Friday 11 May 2018

Nuclear problems

It is a toss-up trying to decide which is our biggest existential threat (that it, which problem is most likely to kill off humanity).  Climate change is up there, but as is a nuclear "accident", as explained here.

I kinda suspected that nuclear was not a great idea, but apparently there have been thousands of near misses as ridiculous as these:
  • A USAF F-86 jet fighter collided with a USAF B-47 bomber over the American state of Georgia on February 5, 1958. The bomber dropped a nuclear bomb rated at 3.8 megatons (that is roughly 45 times the power of the bomb that destroyed Hiroshima).    It had apparently not been properly maintained and did not function as it should have.   It did not explode.  Had it exploded, it would have incinerated an area as large as the center of New York City – 23rd-59th streets, river to river. And, of course, it could as easily have been dropped accidentally on New York as on Georgia.
  • A USAF B-52 carrying two 4-megaton bombs (that is a total of 100 times the size of the bomb that destroyed Hiroshima)  broke apart in mid-air over North Carolina on January 24, 1961. One of the two bombs (in the words of the report) "behaved precisely as a nuclear weapon was designed to behave in warfare: its parachute opened, its trigger mechanisms engaged, and only one low-voltage switch prevented untold carnage." 
  • On January 17, 1966, a B-52 collided with a tanker aircraft near the Spanish fishing village of Palomares. The tanker exploded and the bomber broke up, dropping 4 nuclear bombs. The non-nuclear explosives (the "triggers" for the nuclear bombs)  detonated on impact but failed to ignite the nuclear fuel. If they had functioned, as they were supposed to do, they would have obliterated a large part of Spain.  One bomb did not detonate at all, and the fourth bomb apparently floated out to sea under its parachute and was never recovered. 
  • At Thule, Greenland on January 23, 1968, a bomber with 4 nuclear weapons aboard crashed; the "trigger" (a conventional bomb) exploded but did not detonate the nuclear material. It luckily malfunctioned.  One bomb was never recovered. 
It looks like it is just dumb luck that we are still alive (for now).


Every record needs to be repeated exactly; its pictures do not.

[Extracts from a graphics dataset]

..............................

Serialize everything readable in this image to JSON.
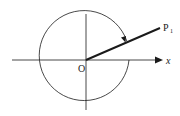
{
  "diagram": {
    "labels": {
      "origin": "O",
      "x_axis": "x",
      "point": "P",
      "point_subscript": "1"
    },
    "colors": {
      "stroke": "#1a1a1a",
      "background": "#ffffff"
    }
  }
}
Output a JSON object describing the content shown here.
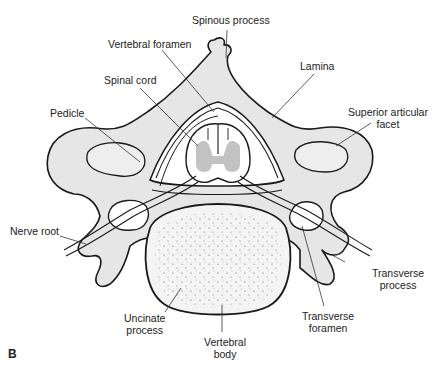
{
  "figure": {
    "panel_letter": "B",
    "colors": {
      "bone": "#e6e6e6",
      "outline": "#1a1a1a",
      "gray_matter": "#c2c2c2",
      "background": "#ffffff"
    }
  },
  "labels": {
    "spinous_process": "Spinous process",
    "vertebral_foramen": "Vertebral foramen",
    "lamina": "Lamina",
    "spinal_cord": "Spinal cord",
    "pedicle": "Pedicle",
    "superior_articular_facet_1": "Superior articular",
    "superior_articular_facet_2": "facet",
    "nerve_root": "Nerve root",
    "transverse_process_1": "Transverse",
    "transverse_process_2": "process",
    "uncinate_process_1": "Uncinate",
    "uncinate_process_2": "process",
    "transverse_foramen_1": "Transverse",
    "transverse_foramen_2": "foramen",
    "vertebral_body_1": "Vertebral",
    "vertebral_body_2": "body"
  }
}
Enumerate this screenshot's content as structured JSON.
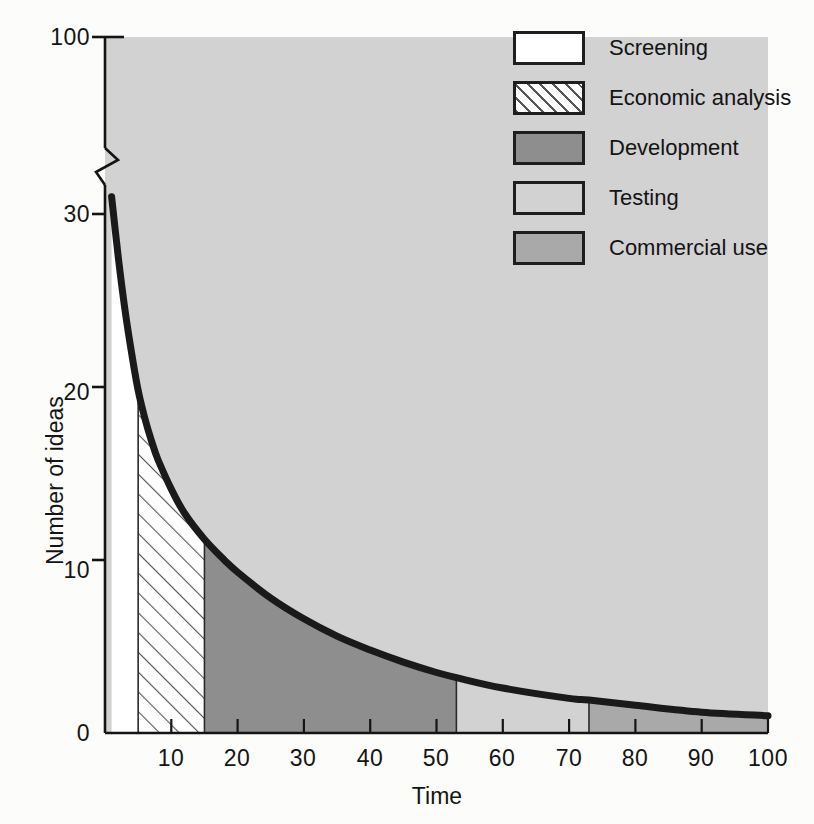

..............................

**SOLUTION TO THIS PROBLEM**
Serialize everything readable in this image to JSON.
{
  "diagram": {
    "labels": {
      "origin": "O",
      "x_axis": "x",
      "point": "P",
      "point_subscript": "1"
    },
    "colors": {
      "stroke": "#1a1a1a",
      "background": "#ffffff"
    }
  }
}
Output a JSON object describing the content shown here.
{
  "figure": {
    "panel_letter": "B",
    "colors": {
      "bone": "#e6e6e6",
      "outline": "#1a1a1a",
      "gray_matter": "#c2c2c2",
      "background": "#ffffff"
    }
  },
  "labels": {
    "spinous_process": "Spinous process",
    "vertebral_foramen": "Vertebral foramen",
    "lamina": "Lamina",
    "spinal_cord": "Spinal cord",
    "pedicle": "Pedicle",
    "superior_articular_facet_1": "Superior articular",
    "superior_articular_facet_2": "facet",
    "nerve_root": "Nerve root",
    "transverse_process_1": "Transverse",
    "transverse_process_2": "process",
    "uncinate_process_1": "Uncinate",
    "uncinate_process_2": "process",
    "transverse_foramen_1": "Transverse",
    "transverse_foramen_2": "foramen",
    "vertebral_body_1": "Vertebral",
    "vertebral_body_2": "body"
  }
}
Enumerate this screenshot's content as structured JSON.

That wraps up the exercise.